Volume has long been considered an important indicator for making buy and sell decisions with individual stocks. For example, a stock that breaks out of a range on unusually large volume can be telling investors a new uptrend is starting.

Likewise, a stock that suffers an unexpected decline on above average turnover can be signaling that more downside is on the way. While there is long-standing efficacy for volume as an evaluator of single-stock evaluation, volume loses merit as a gauge for measuring ETF demand.

Too often, traders and investors, even some professionals, focus on an ETF’s on screen volume as a measuring stick for the fund’s underlying liquidity. What matters is the liquidity of the ETF’s underlying holdings.

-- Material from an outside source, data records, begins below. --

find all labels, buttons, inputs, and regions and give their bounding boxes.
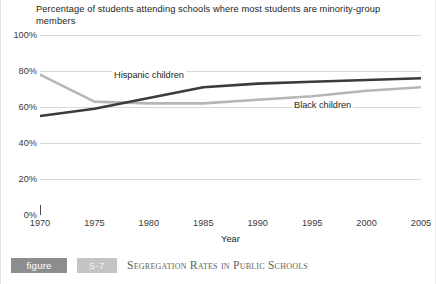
series-label-hispanic: Hispanic children	[112, 70, 186, 81]
x-axis-title: Year	[40, 234, 421, 244]
axis-lines	[41, 205, 422, 215]
series-line-hispanic-children	[40, 78, 421, 116]
plot-area	[40, 35, 421, 215]
x-tick-label: 1995	[289, 218, 335, 229]
caption-title: Segregation Rates in Public Schools	[127, 257, 308, 274]
y-tick-label: 80%	[3, 66, 37, 76]
y-tick-label: 20%	[3, 174, 37, 184]
chart-title: Percentage of students attending schools…	[36, 3, 384, 27]
x-tick-label: 1985	[180, 218, 226, 229]
figure-container: Percentage of students attending schools…	[0, 0, 436, 284]
x-axis: 19701975198019851990199520002005	[40, 218, 421, 232]
x-tick-label: 1990	[235, 218, 281, 229]
x-tick-label: 2005	[398, 218, 436, 229]
series-lines	[40, 75, 421, 116]
series-label-black: Black children	[292, 100, 353, 111]
y-tick-label: 40%	[3, 138, 37, 148]
chart-plot-svg	[40, 35, 421, 215]
x-tick-label: 1975	[71, 218, 117, 229]
x-tick-label: 1970	[17, 218, 63, 229]
figure-number-badge: 5-7	[77, 258, 117, 273]
y-tick-label: 60%	[3, 102, 37, 112]
caption-bar: figure 5-7 Segregation Rates in Public S…	[1, 256, 436, 278]
y-tick-label: 100%	[3, 30, 37, 40]
figure-badge: figure	[11, 258, 67, 273]
x-tick-label: 2000	[344, 218, 390, 229]
y-axis: 0%20%40%60%80%100%	[1, 35, 37, 215]
x-tick-label: 1980	[126, 218, 172, 229]
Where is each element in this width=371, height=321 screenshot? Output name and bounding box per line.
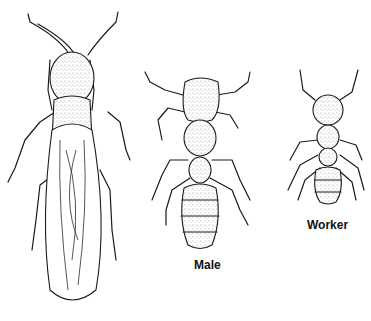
worker-label: Worker [307, 218, 348, 232]
insect-castes-illustration: Male Worker [0, 0, 371, 321]
male-insect-drawing [145, 72, 250, 249]
male-label: Male [194, 258, 221, 272]
winged-insect-drawing [8, 12, 130, 300]
worker-insect-drawing [288, 70, 364, 204]
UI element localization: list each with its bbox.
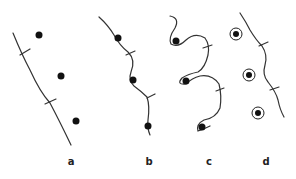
tick-icon [147, 94, 155, 98]
dot-icon [173, 38, 180, 45]
line-a [13, 33, 71, 145]
dot-icon [73, 118, 80, 125]
panel-b [99, 17, 155, 135]
line-b [99, 17, 150, 135]
line-d [240, 13, 284, 117]
dot-icon [233, 31, 239, 37]
dot-icon [145, 123, 152, 130]
dot-icon [246, 72, 252, 78]
dot-icon [130, 77, 137, 84]
dot-icon [115, 35, 122, 42]
tick-icon [203, 45, 212, 48]
panel-label-a: a [68, 156, 75, 167]
panel-a [13, 33, 71, 145]
dot-icon [58, 73, 65, 80]
panel-c [170, 16, 224, 131]
panel-label-d: d [262, 156, 269, 167]
diagram-canvas [0, 0, 296, 179]
dot-icon [183, 78, 190, 85]
dot-icon [255, 110, 261, 116]
panel-d [240, 13, 284, 117]
dot-icon [199, 124, 206, 131]
dot-icon [36, 32, 43, 39]
panel-label-c: c [206, 156, 212, 167]
panel-label-b: b [145, 156, 152, 167]
line-c [170, 16, 221, 131]
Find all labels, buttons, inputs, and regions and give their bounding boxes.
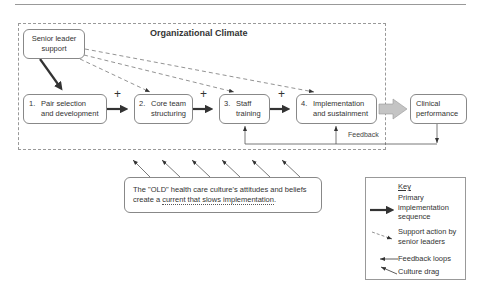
- clinical-performance-box: Clinical performance: [410, 94, 467, 124]
- step-3-box: 3. Staff training: [219, 94, 270, 124]
- step-4-line2: and sustainment: [313, 109, 368, 119]
- step-4-number: 4.: [301, 99, 313, 119]
- step-1-line1: Pair selection: [41, 99, 99, 109]
- culture-text-line1: The "OLD" health care culture's attitude…: [133, 185, 307, 195]
- senior-leader-support-box: Senior leader support: [23, 29, 85, 59]
- step-3-line2: training: [236, 109, 261, 119]
- senior-leader-line1: Senior leader: [32, 34, 77, 44]
- plus-sign-3: +: [278, 87, 285, 101]
- step-4-box: 4. Implementation and sustainment: [296, 94, 377, 124]
- key-item-primary: Primary implementation sequence: [398, 193, 449, 222]
- step-2-box: 2. Core team structuring: [134, 94, 193, 124]
- step-2-number: 2.: [139, 99, 151, 119]
- culture-current-phrase: current that slows implementation: [162, 195, 274, 205]
- step-2-line1: Core team: [151, 99, 186, 109]
- step-3-number: 3.: [224, 99, 236, 119]
- step-1-box: 1. Pair selection and development: [23, 94, 107, 124]
- plus-sign-1: +: [114, 87, 121, 101]
- support-arrow-step3: [84, 55, 234, 92]
- plus-sign-2: +: [200, 87, 207, 101]
- support-arrow-step4: [85, 49, 314, 92]
- key-item-support: Support action by senior leaders: [398, 227, 456, 246]
- step-4-line1: Implementation: [313, 99, 368, 109]
- step-1-number: 1.: [29, 99, 41, 119]
- key-item-feedback: Feedback loops: [398, 254, 451, 264]
- key-item-culture-drag: Culture drag: [398, 267, 439, 277]
- outcome-block-arrow: [379, 99, 407, 119]
- key-title: Key: [398, 182, 411, 192]
- primary-arrow-senior-to-step1: [40, 59, 60, 87]
- feedback-label: Feedback: [348, 131, 379, 138]
- old-culture-box: The "OLD" health care culture's attitude…: [124, 177, 322, 213]
- step-3-line1: Staff: [236, 99, 261, 109]
- step-1-line2: and development: [41, 109, 99, 119]
- senior-leader-line2: support: [32, 44, 77, 54]
- culture-text-line2: create a current that slows implementati…: [133, 195, 307, 205]
- outcome-line1: Clinical: [416, 99, 458, 109]
- culture-drag-arrows: [133, 160, 300, 177]
- outcome-line2: performance: [416, 109, 458, 119]
- step-2-line2: structuring: [151, 109, 186, 119]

“Without trading, how is there price discovery? Does the ETF share price drift away from its net asset value (“NAV”)? Based on the liquidity of the underlying components, when the bid/ask spread of the ETF drifts too far from the net asset value, market makers and authorized participants will step in, buy or sell the underlying security basket, create/redeem shares with the ETF directly, and collapse the pricing discrepancy. So despite low trading volume, the ETF will closely track index price changes. Hence, volume of the ETF in this case has little-to-nothing to do with price changes in the index it tracks,” notes Newfound Research Chief Investment Officer Corey Hoffstein in a post on Forbes.

The value of ETFs come from the value of the securities that underlie them. Underlying securities have values that are determined in an outright market, and the ETF’s value is expressed in relation to those securities.

Traditionally, it is common practice to utilize a combination of the average daily volume and the bid-ask spread to determine liquidity for a stock. However, a number of thinly traded ETFs are based on very liquid markets. Consequently, traders can execute large trades without distorting the ETF price. [ETF Liquidity, Trading and Market Making]

For example, BlackRock’s (NYSE: BLK) iShares unit points out that earlier this year one institutional investor was effectively able to make a purchase in the iShares Currency Hedged MSCI Germany ETF (NYSEArca: HEWG) that at the time represented 1020% of the fund’s average daily dollar volume and 1580% of the fund’s total assets. [A Refined Approach to ETFs]

Another issue to consider is volume correlations between two ETFs that track the same index. Hoffstein highlights the case of the SPDR S&P 500 ETF (NYSEArca: SPY) and the Vanguard 500 Index (NYSEArca: VOO), noting that “Normalizing volume levels in each ETF and computing daily correlations from January 2011 to October 2014, we get a mere 8.13% correlation. Not surprisingly, tracking daily percentage volume changes doesn’t provide a better result: the correlation of these changes is just 13.47%.   In other words, the volume in SPY has almost nothing to do with the volume in VOO – yet they both closely track the same index. So if volume is indicative, which ETF’s volume do we consider?”

 

ETF Trends editorial team contributed to this post.